I've heard a few people in my life wish for a society without money. "Wouldn't it be great if we didn't have to have money?! We would all just serve one another! I'd do what I do for you and you'd do what you do for me." Is there something appealing about that to you? I guess, in a certain light, it sounds less greedy, you're serving and being served in turn but I think deep down the draw is that there is an implied love and concern for those around us. I'm not serving to get something in return, I'm serving out of love. In turn I receive service because those around me, love me. I can see the draw of that. There is a 'but' though.
Role of Money
What is money anyway? Just poke around the intertubes and you'll find lots of information on that topic.
Here's a fun primer:
Money represents the goods and services that are around us. It solves the two problems mentioned, two parties having to have what the other wants (double incidence of wants problem) and being able to save up enough goods to barter for something expensive (retention of value problem). But money doesn't necessarily have to be paper printed by a government. Sometimes it's rock salt, brass rings, shells, or even tobacco (skip to 3:30). What's important is that you have a medium of exchange. Another thing springs up when you have money, prices. Prices are amazing! They transmit scarce knowledge and provide motivation to act on it. No money means no prices and missing information. We'll come back to that.
Amorality of Money
I think some see money as filthy. I'm not sure where that comes from, but I think at least partially, it's a cultural thing. But money isn't filthy. Money is amoral, it is lacking in morals. Dave Ramsey compares it to a brick. A brick is neither good nor bad. It can be used for good or bad things, but the brick doesn't determine that, the person that picks it up does. When you see jerks with "bricks", it's not a brick problem, they're just jerks. Though, the argument that when people get lots of "bricks" they get confused and tend to be more jerk-ish, isn't lost on me. Prosperity can be one of the most difficult character challenges of all.
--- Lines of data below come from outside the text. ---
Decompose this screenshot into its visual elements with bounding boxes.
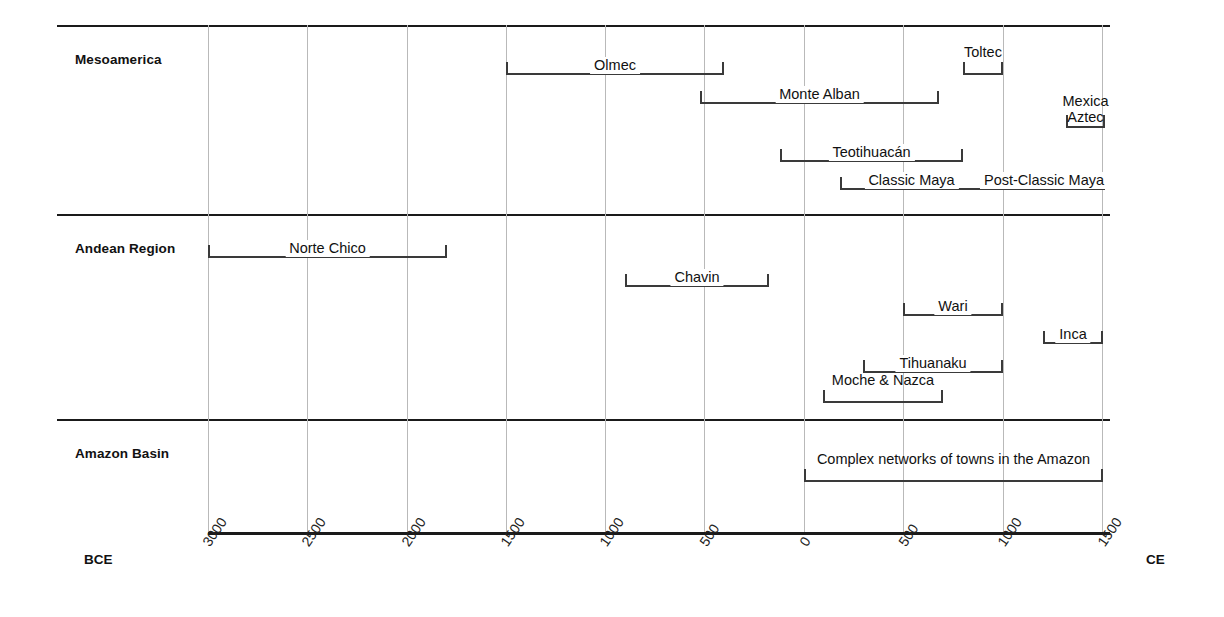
era-label-post-classic-maya: Post-Classic Maya <box>980 172 1108 189</box>
x-tick-label-500-bce: 500 <box>696 521 723 549</box>
era-bar-monte-alban: Monte Alban <box>700 82 939 104</box>
top-rule <box>57 25 1110 27</box>
era-label-norte-chico: Norte Chico <box>285 240 370 257</box>
era-bar-chavin: Chavin <box>625 265 769 287</box>
era-span-line <box>963 73 1003 75</box>
era-bar-inca: Inca <box>1043 322 1103 344</box>
era-bar-wari: Wari <box>903 294 1003 316</box>
gridline-2500-bce <box>307 25 308 533</box>
gridline-3000-bce <box>208 25 209 533</box>
era-label-toltec: Toltec <box>964 44 1002 61</box>
era-label-mexica: Mexica <box>1063 93 1109 109</box>
era-label-monte-alban: Monte Alban <box>775 86 864 103</box>
row-label-andean-region: Andean Region <box>75 241 175 256</box>
gridline-1500-bce <box>506 25 507 533</box>
era-bar-mexica-aztec: Mexica Aztec <box>1066 106 1105 128</box>
era-label-aztec: Aztec <box>1063 109 1109 125</box>
x-axis-line <box>208 532 1110 535</box>
row-separator-2 <box>57 419 1110 421</box>
axis-label-bce: BCE <box>84 552 113 567</box>
x-tick-label-0: 0 <box>796 534 814 550</box>
era-label-teotihuacan: Teotihuacán <box>828 144 914 161</box>
era-label-chavin: Chavin <box>670 269 723 286</box>
era-bar-post-classic-maya: Post-Classic Maya <box>983 168 1105 190</box>
era-bar-tihuanaku: Tihuanaku <box>863 351 1003 373</box>
era-label-moche-nazca: Moche & Nazca <box>832 372 934 389</box>
era-bar-olmec: Olmec <box>506 53 724 75</box>
era-label-inca: Inca <box>1055 326 1090 343</box>
era-bar-teotihuacan: Teotihuacán <box>780 140 963 162</box>
era-label-amazon-networks: Complex networks of towns in the Amazon <box>817 451 1090 468</box>
row-label-mesoamerica: Mesoamerica <box>75 52 162 67</box>
row-separator-1 <box>57 214 1110 216</box>
era-label-classic-maya: Classic Maya <box>864 172 958 189</box>
era-bar-norte-chico: Norte Chico <box>208 236 447 258</box>
row-label-amazon-basin: Amazon Basin <box>75 446 169 461</box>
era-span-line <box>823 401 943 403</box>
era-span-line <box>804 480 1103 482</box>
era-label-mexica-aztec: Mexica Aztec <box>1063 93 1109 125</box>
x-tick-label-500-ce: 500 <box>895 521 922 549</box>
era-label-wari: Wari <box>934 298 971 315</box>
era-bar-toltec: Toltec <box>963 53 1003 75</box>
axis-label-ce: CE <box>1146 552 1165 567</box>
era-label-tihuanaku: Tihuanaku <box>895 355 970 372</box>
era-bar-classic-maya: Classic Maya <box>840 168 983 190</box>
era-bar-amazon-networks: Complex networks of towns in the Amazon <box>804 460 1103 482</box>
gridline-1000-bce <box>605 25 606 533</box>
timeline-chart: Mesoamerica Olmec Monte Alban Toltec Mex… <box>0 0 1224 617</box>
era-span-line <box>1066 126 1105 128</box>
x-tick-label-1500-ce: 1500 <box>1094 514 1125 549</box>
era-bar-moche-nazca: Moche & Nazca <box>823 381 943 403</box>
gridline-2000-bce <box>407 25 408 533</box>
era-label-olmec: Olmec <box>590 57 640 74</box>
Confusing Intentions with Outcomes
I think part of the aversion to money also comes from a feeling that if I'm doing something for money, it's very mercenary. Maybe that's true some of the time, but I know lots of people, myself included, that do things for more than mere money. The work itself is gratifying and challenging. The greater cause we're working for is worthwhile and a blessing to the world. The money is only part of it.
Maybe people think that without money, the motivations to serve would be more pure. For a given example that may or may not be true, but does it really matter to the one getting served? If you push me off a building or accidentally knock me off, aren't the consequences the same to me? Which would you prefer, "good" intentions and poor service or mercenary intentions and excellent service? Intentions can certainly have bearings on our relationships, but it's more difficult than we usually want to believe to know with certainty others' intentions. We need to guard against confusing difficult to divine intentions from plain outcomes.
Another Way to Think About It
Because someone gets money for serving us doesn't mean that the money is the primary motivator, nor does it diminish the service we get. All of this can be turned around by considering a scenario that Walter Williams came up with. You enter the grocery store and pick up a carton of eggs, a gallon of milk, and a loaf of bread. You get up to the front and the grocer asks you, "Why should your fellow men work and serve you by providing you with those goods? You in turn pull out a series of certificates that prove that you served your fellowmen yourself, you mowed the lawn, trimmed the hedge, and walked the dog of your fellowmen, so you are in turn worthy to be served by them. You can think of the money you received as certificates verifying that you served; they're your certificates of appreciation. Money doesn't necessarily denigrate service.
Knowledge
Furthermore, if we didn't have money, we wouldn't have prices. Prices are signals (like radio waves) that carry data or knowledge to members of our society. They carry data or knowledge of what's needed and what's not needed and how best to achieve those ends. How would we find and transmit that knowledge without money and prices?
A World with Money
I think money is actually a very useful invention. Like nearly all inventions it can be use by evil people for evil purposes, and maybe because it has, so many people have bad feelings about money, but it doesn't have to be that way. When I think about money as an instrument to illustrate service I've performed and I give it out when others serve me, I'm supremely grateful for service the money itself performs. With that understanding, it also helps me think different about the work I perform. I think, I'm getting this money for service I perform, how can I better serve? And you know what, when you serve better, eventually more money finds its way to you.